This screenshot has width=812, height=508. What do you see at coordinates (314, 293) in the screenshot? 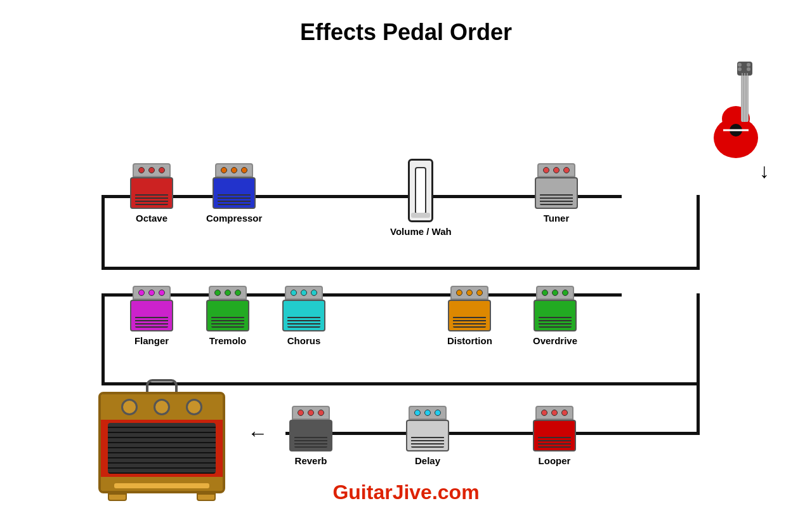
I see `pedal-chorus-knob3` at bounding box center [314, 293].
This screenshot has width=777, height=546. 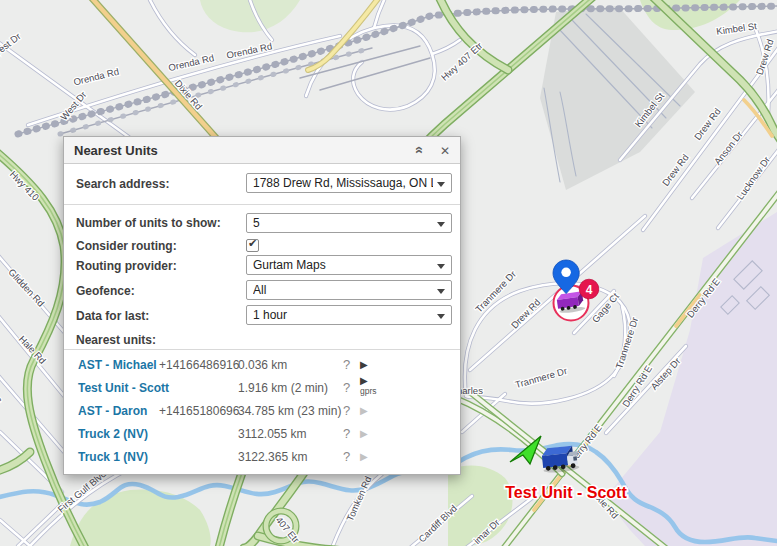 I want to click on collapse-icon, so click(x=420, y=150).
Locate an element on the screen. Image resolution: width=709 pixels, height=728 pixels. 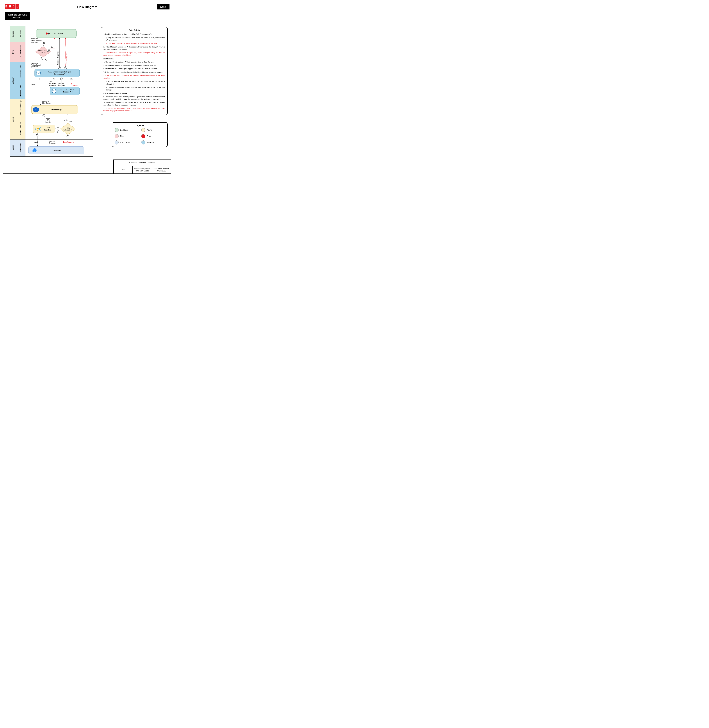
dp-11: 11. If MuleSoft's process API fails for … is located at coordinates (134, 110).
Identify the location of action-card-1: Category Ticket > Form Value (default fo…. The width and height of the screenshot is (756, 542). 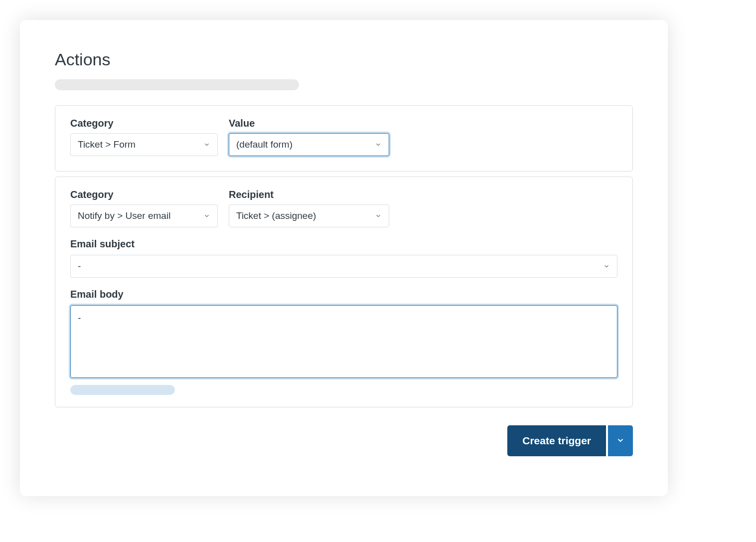
(344, 139).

****************

▶ [WORK ITEM]: Beginning with the line that contains "Locate an element", write out every line through the last one in the records, exactly and without pictures.

▶ [YOUR RESPONSE]:
Locate an element on the screen. Image resolution: width=709 pixels, height=728 pixels. 
dp-11: 11. If MuleSoft's process API fails for … is located at coordinates (134, 110).
Identify the location of action-card-1: Category Ticket > Form Value (default fo…. The width and height of the screenshot is (756, 542). 
(344, 139).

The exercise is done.